PON stands for Passive Optical Network. A PON system brings optical fiber cabling and signals all or most of the way from an Internet service provider (ISP) to the end user. A PON system is designed to deliver broadband Internet access to your home or office by connecting you as a subscriber to your ISP. Depending on where the PON ends, the system will be considered fiber-to-the-curb (FTTC), fiber-to-the-building (FTTB), or fiber-to-the-home (FTTH).
Components of PON
The components used in a passive optical network are:
- Optical line terminal (OLT) which is the device at your ISP’s central hub
- Optical network terminal (ONT) which is the device near to your home or office
- Optical network unit (ONU) which is virtually the same as an ONT.
The way that these components are interrelated affects how the PON functions.
Compared to a point-to-point system (an active optical network, or AON), the PON reduces the amount of fiber needed.
How a PON functions
A PON’s architecture is point-to-multipoint, which means that a single optical fiber cable serves multiple endpoints by using unpowered fiber optic splitters. The unpowered splitters make it a passive optical network. That is where PON gets the name.
These splitters are also known as the optical distribution network (ODN). Within the PON and ODN, the OLT sends a single stream of downstream traffic to all ONTs/ONUs. The OLT is one point, the multiple ONT/ONU devices are multiple points. (Point-to-multipoint.) Each ONT/ONU device reads the content of specific downstream packets that are addressed to it. Encryption prevents eavesdropping on downstream traffic since a PON is a shared network.

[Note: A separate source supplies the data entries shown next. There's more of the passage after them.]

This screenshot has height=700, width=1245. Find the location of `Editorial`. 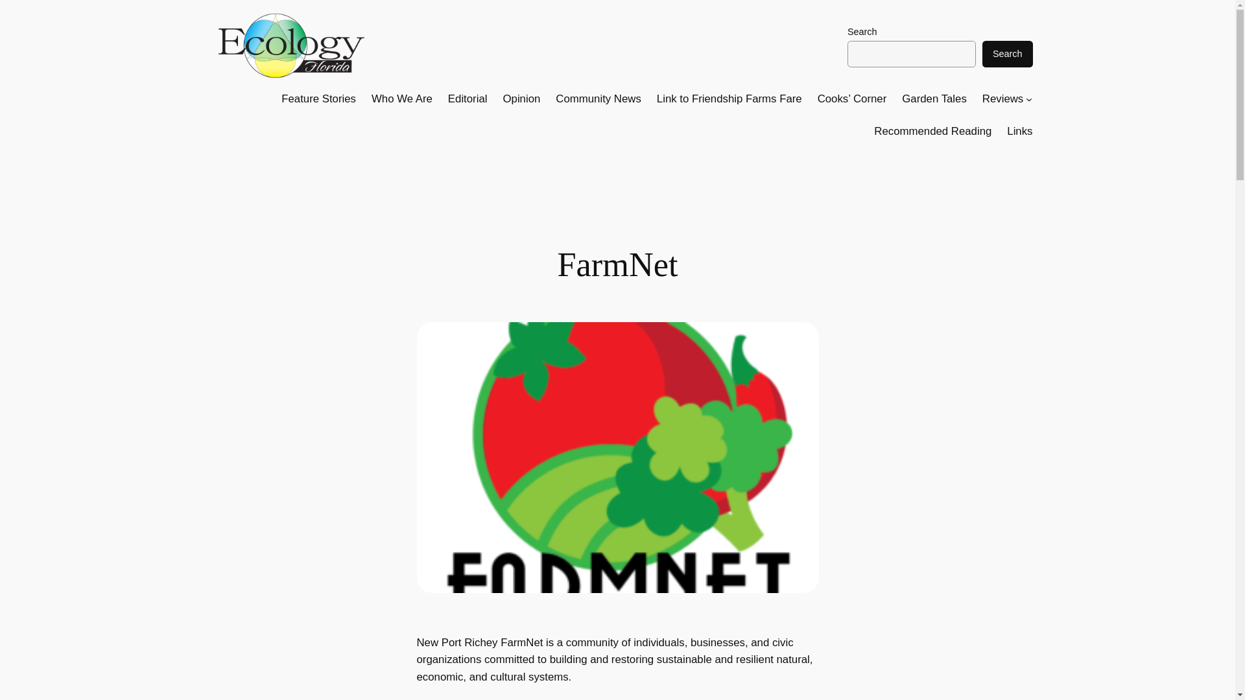

Editorial is located at coordinates (468, 99).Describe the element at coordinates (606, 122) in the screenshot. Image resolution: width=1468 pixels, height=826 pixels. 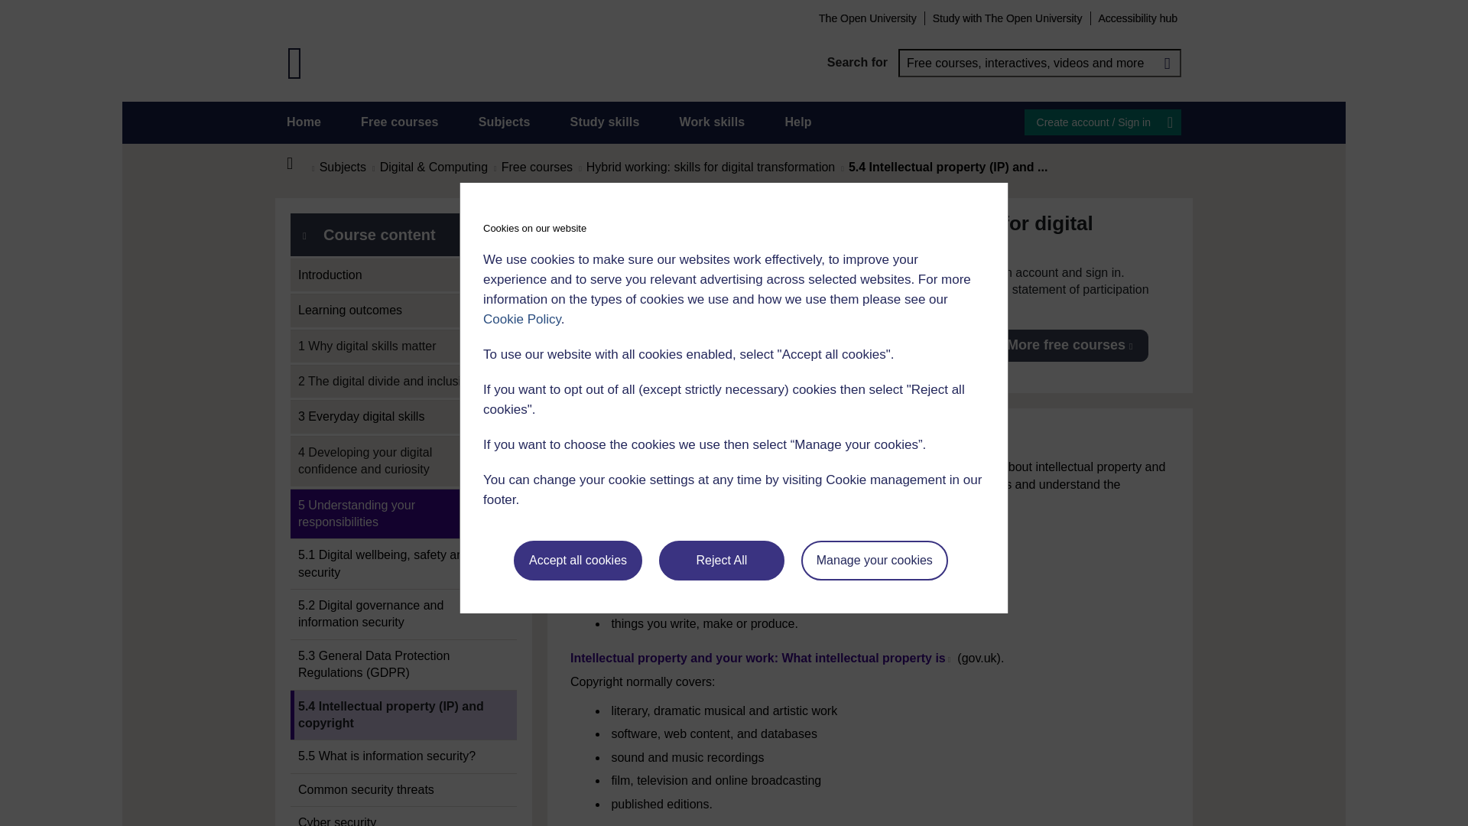
I see `Study skills` at that location.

Similarly, the OLT allocates upstream traffic as well. The ODN is shared which means that ONUs sending upstream transmissions at random times could collide. The OLT sends messages to delay these transmissions to equalize the delay so that all ONU devices on the PON have a chance at a clear transmission.
Types of passive optical networks (PON)
There are a few different types of PONs and terms to know:
APON stands for asynchronous transfer mode (ATM) passive optical networks. APON was the first PON standard and was used for business applications. Unlike Ethernet or Internet using variable packet sizes for data, APON used fixed-sized cells.
BPON stands for broadband passive optical network. BPON was similar to APON but it introduced the support of wavelength division multiplexing (WDM) which allows multiple ISP’s to transmit on the same single fiber at different wavelengths.
EPON stands for Ethernet passive optical network. EPON uses Ethernet packets instead of ATM cells. EPON also uses Internet Protocol (IP) to carry data, voice, and video data. It generally delivers 1G symmetrical bandwidth, which makes it a popular choice.
GPON stands for Gigabit Ethernet passive optical network. GPON uses ATM for voice, Ethernet for data, and proprietary encapsulation for voice. It offers faster Gbps than EPON on downstream and upstream bandwidths. There are different variations of “GPON” that essentially enhances the downstream/upstream wavelength, speed and overall transmission reach. These variations are things like XG-PON or XGS-PON.
The commonality between these PON protocols is that they all operate as passive optical networks. The difference comes down to how they support and transmit wavelengths and overall speed.
Ask your ISP about Hitron’s offerings today. Hitron’s 10G PON solutions allow you to scale up to a future-ready network today with 10-Gigabit PON fiber interface capable of supporting both EPON and XGS-PON. These high-powered devices deliver speeds up to 10 Gbps downstream and 10 Gbps upstream, which provides ultra-high bandwidth needed for IPTV, HD and ultra-HD video on demand, cloud gaming, multi-Gigabit data, telecommuting, voice over IP and more.